The current U.S. contract with ICANN is set to expire by the end of this month
Republican lawmakers are making a last-ditch bid to thwart the proposed transfer by the U.S. of internet governance to a multistakeholder body, by calling on the government to reconsider its plans to put the transition into effect by month end.
Raising fears that control of the internet could pass to authoritarian regimes, the legislators wrote in a letter Thursday to Attorney General Loretta E. Lynch and Secretary of Commerce Penny Pritzker that there were unresolved issues, such as the ability to ensure that the Internet Corporation for Assigned Names and Numbers would in fact follow its own bylaws after the transfer.
ICANN, under contract with the Department of Commerce, operates the Internet Assigned Numbers Authority (IANA) functions, which include responsibility for the coordination of the DNS (Domain Name System) root, IP addressing, and other internet protocol resources.
The National Telecommunications and Information Administration (NTIA), an agency within the Commerce Department, said last month it will go ahead with its plan to transfer supervision of the IANA functions to a multistakeholder body on Oct. 1, in line with a plan first announced in March 2014.
ICANN set up Public Technical Identifiers, a nonprofit public benefit corporation incorporated in California, to eventually run the IANA functions under contract from ICANN after the transition.
There is no restriction in the bylaws that could prevent ICANN itself from shifting its legal jurisdiction of incorporation from California to countries abroad, U.S. Senate Commerce, Science, and Transportation Committee Chairman John Thune, Senate Committee on the Judiciary Chairman Chuck Grassley, House Energy and Commerce Committee Chairman Fred Upton, and House Judiciary Committee Chairman Bob Goodlatte wrote.
The lawmakers said there is still no legal certainty about whether the termination of the IANA functions contract would amount to relinquishment of U.S. government property, despite a request in 2015 to the Government Accountability Office to do an audit report on the issue. Relinquishment of government property would require approval from Congress, the legislators wrote.
In the Senate, Ted Cruz, a Republican senator from Texas, on Thursday urged Congress to stop the proposed “giveaway” of internet control by the administration of President Barack Obama, warning of the risks of increasing the influence of countries like Russia, China, and Iran over the Internet.
Calling on Congress to act, Cruz said “unscrambling those eggs may well not be possible,” and warned that the Obama administration was planning to push through the transfer of internet control ahead of presidential elections, so that a new president will not be able to undo it.
A bill proposed in the Senate by Cruz, called the Protecting Internet Freedom Act, would prohibit any transfer of internet DNS functions unless expressly allowed under a federal statute passed after the new legislation has been enacted. Cruz also wants the government to certify to Congress that the U.S. has secured sole ownership of the .gov and .mil top-level domains and a contract for the exclusive control and use of the domains in perpetuity.
“Congress should stand united to rein in this president, to protect the constitutional authority expressly given to Congress to control disposition of property of the United States,” Cruz said indicating another prong of attack by the Republican legislators on the transition issue.
NTIA said recently that it and ICANN have formally affirmed that the U.S. government is the administrator of .mil and .gov and any changes made to the top-level domains can only be made with the express written approval of the U.S.
Congress has not received assurances from the Obama administration that the U.S. government will continue to have exclusive ownership and control of the .gov and .mil top-level domains in perpetuity, which are vital to national security, and are used by key U.S. agencies including defense, Cruz said.
The government appears to have kept its options open with a lot being read into a letter of Aug. 31 to ICANN from the Department of Commerce in which it states that it is serving preliminary notice of its option to extend the contract with the internet body.
An extension of the contract requires a written notice to ICANN within 15 calendar days before the expiry date of the contract, if the preliminary notice was served 30 days ahead of the date of termination. ICANN has said the letter indicates that it is still NTIA’s intent to continue with the transfer on Oct. 1, barring a significant impediment such as a legal or legislative obstacle.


PROBLEM TO WORK ON: Show every line of the records below that contains the word "labels".

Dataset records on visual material
....................

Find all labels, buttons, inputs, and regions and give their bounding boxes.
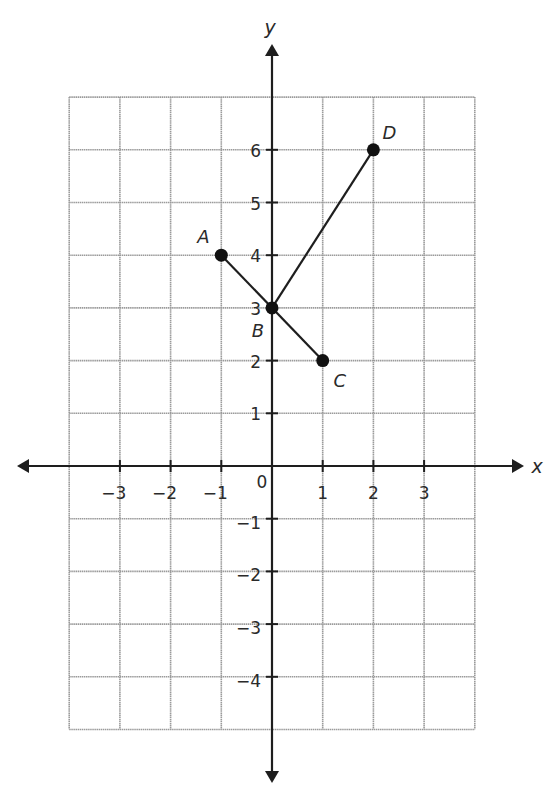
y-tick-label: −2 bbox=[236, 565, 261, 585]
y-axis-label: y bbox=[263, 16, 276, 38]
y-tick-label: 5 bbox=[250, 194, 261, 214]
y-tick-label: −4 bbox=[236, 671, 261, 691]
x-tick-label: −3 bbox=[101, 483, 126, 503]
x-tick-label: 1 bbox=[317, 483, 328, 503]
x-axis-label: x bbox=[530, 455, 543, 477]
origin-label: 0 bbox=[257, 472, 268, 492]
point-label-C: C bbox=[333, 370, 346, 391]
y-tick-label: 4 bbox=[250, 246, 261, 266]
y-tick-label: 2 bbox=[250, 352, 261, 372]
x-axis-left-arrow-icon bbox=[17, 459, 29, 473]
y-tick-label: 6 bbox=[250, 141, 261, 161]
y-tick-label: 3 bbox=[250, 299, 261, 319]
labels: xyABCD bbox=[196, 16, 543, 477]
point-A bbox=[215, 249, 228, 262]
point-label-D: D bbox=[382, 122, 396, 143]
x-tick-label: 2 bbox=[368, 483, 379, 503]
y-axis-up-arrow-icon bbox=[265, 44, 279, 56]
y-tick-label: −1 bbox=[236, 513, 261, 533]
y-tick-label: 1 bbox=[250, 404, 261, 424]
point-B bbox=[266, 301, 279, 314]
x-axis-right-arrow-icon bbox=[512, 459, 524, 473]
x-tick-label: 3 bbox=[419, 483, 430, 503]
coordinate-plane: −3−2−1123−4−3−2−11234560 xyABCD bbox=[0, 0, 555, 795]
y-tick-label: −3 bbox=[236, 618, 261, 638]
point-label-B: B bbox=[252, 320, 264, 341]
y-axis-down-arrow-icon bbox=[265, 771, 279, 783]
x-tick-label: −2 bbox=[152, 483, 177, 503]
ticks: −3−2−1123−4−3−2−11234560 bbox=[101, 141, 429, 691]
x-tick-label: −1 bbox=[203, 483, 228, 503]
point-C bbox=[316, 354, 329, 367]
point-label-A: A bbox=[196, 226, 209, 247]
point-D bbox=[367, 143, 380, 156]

....................

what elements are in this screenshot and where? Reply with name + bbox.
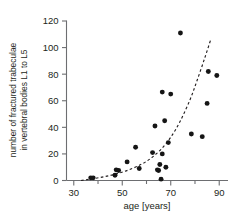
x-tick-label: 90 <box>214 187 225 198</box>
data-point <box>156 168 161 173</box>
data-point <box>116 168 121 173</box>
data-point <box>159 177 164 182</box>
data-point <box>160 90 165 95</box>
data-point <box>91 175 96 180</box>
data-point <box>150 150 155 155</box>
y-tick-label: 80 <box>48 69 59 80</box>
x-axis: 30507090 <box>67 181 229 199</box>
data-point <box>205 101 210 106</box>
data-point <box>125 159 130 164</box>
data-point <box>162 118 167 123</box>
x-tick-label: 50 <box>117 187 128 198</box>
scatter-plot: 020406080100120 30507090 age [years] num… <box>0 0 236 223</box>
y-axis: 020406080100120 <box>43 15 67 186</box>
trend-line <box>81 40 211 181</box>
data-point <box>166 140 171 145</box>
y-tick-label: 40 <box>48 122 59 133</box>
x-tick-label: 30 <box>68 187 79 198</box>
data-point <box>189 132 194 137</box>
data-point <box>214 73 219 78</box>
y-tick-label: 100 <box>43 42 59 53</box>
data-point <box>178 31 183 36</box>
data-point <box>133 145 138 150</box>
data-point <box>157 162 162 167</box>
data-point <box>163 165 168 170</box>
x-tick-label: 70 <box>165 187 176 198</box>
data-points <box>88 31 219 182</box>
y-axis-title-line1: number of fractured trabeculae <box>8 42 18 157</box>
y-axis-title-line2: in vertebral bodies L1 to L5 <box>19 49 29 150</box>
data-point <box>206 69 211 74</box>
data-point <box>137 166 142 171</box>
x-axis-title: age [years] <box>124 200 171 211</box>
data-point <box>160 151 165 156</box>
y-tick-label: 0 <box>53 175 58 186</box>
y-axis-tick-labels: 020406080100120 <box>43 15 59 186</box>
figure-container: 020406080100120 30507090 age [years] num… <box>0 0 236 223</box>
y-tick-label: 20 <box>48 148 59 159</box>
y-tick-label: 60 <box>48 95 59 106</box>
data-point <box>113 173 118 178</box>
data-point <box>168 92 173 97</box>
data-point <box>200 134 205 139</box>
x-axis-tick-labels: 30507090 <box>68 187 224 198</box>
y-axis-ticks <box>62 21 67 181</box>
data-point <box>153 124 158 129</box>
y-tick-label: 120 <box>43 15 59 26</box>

....................

TASK SOLUTION:
Find all labels, buttons, inputs, and regions and give their bounding boxes.
labels: xyABCD bbox=[196, 16, 543, 477]
y-axis-tick-labels: 020406080100120 <box>43 15 59 186</box>
x-axis-tick-labels: 30507090 <box>68 187 224 198</box>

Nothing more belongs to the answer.